Nearly four years after her picture became a viral internet meme, this Manenberg woman says she is gatvol of people using her photo to mock coloured women, Sassa beneficiaries and tikkoppe.
The iconic picture captured by former Daily Voice photographer, Brendan Magaar, during a riot in Manenberg in November 2016, has been reproduced in hundreds of social media jokes.
The picture of Rafiqah Saayman, 31, wearing a grey T-shirt and her friend Simoneh Prins, 30, in a pink t-shirt, scowling at the police gets shared each time Sassa payments are late.
But Rafiqah says it’s no laughing matter, as her bestie sadly passed away due to illness last year.
Now she is left to face the jokes on her own and she worries about its impact on her children, who she says are being bullied for it.
On the day the picture was taken, residents in Renoster Walk and Manenberg cops clashed after Captain Ettienne Conradie was shot by a skollie while arresting suspects for drugs.
Rafiqah says residents became kwaad when cops opened fire on them. The gunman escaped and Conradie was rushed to hospital.
She says she was standing next to Simoneh and was skelling cops when the photo was snapped.
“The next day, the one cop came here and laughed at my picture in the paper, the next thing it was all over and people soema started calling us tikkoppe and Sassa queens and all sorts of stuff,” she says.
Rafiqah says she gets embarrassed each time a new meme is made and her children come home in tears.
“Their friends make fun of them and I would like for the use of this picture to come to an end,” the mom says.
“The photo (memes) is about tik and people going to the kantien (shebeen) and different types of things that I am not involved in.”
Rafiqah says she doesn’t suip or smoke tik, and remembers how upset her friend used to get about the memes.
“When she was alive, Simoneh always used to ask me what do I think of the n ***ers who make fun of us, because we look like fools.
“I am no celebrity, they get money when their pictures are used. I am begging people to stop and think about my children.”
Photographer Brendan says he had no idea that his photo would be so popular: “I have seen most of the memes that came out because of that picture. I didn’t think it would end up that way.
“I was just doing my job and when I was filing the picture, I thought it was quite a funny expression on her (Simoneh’s) face.
“I wanted to portray the anger and the disappointment and this just happened to be an emotional look which also turned out to be quite a disgusted look.
“It is the typical skel aunty look that we don’t always capture.”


◆ Task brief:
Please copy the records below word for word, leaving out the pictures.

◆ The data:
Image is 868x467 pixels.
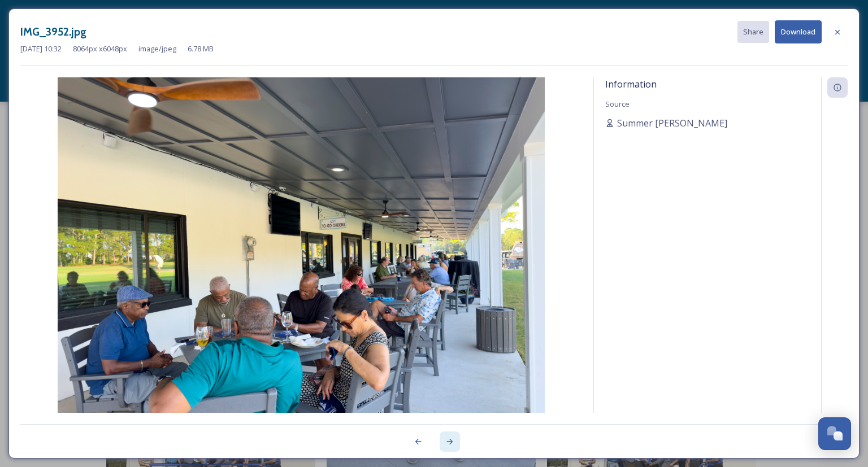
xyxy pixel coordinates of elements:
h3: IMG_3952.jpg [21,24,87,40]
span: image/jpeg [138,43,177,54]
button: Share [738,21,769,43]
span: 6.78 MB [188,43,213,54]
span: Source [605,99,630,109]
button: Open Chat [819,418,851,450]
span: Summer [PERSON_NAME] [617,117,728,130]
button: Download [775,21,822,43]
span: Information [605,78,657,91]
span: 8064 px x 6048 px [73,43,127,54]
span: [DATE] 10:32 [21,43,61,54]
img: IMG_3952.jpg [21,77,583,443]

◆ Solved exercise:
Image is 868x467 pixels.
xyxy pixel coordinates of elements:
h3: IMG_3952.jpg [21,24,87,40]
span: image/jpeg [138,43,177,54]
button: Share [738,21,769,43]
span: 6.78 MB [188,43,213,54]
span: Source [605,99,630,109]
button: Open Chat [819,418,851,450]
span: Summer [PERSON_NAME] [617,117,728,130]
button: Download [775,21,822,43]
span: Information [605,78,657,91]
span: 8064 px x 6048 px [73,43,127,54]
span: [DATE] 10:32 [21,43,61,54]
img: IMG_3952.jpg [21,77,583,443]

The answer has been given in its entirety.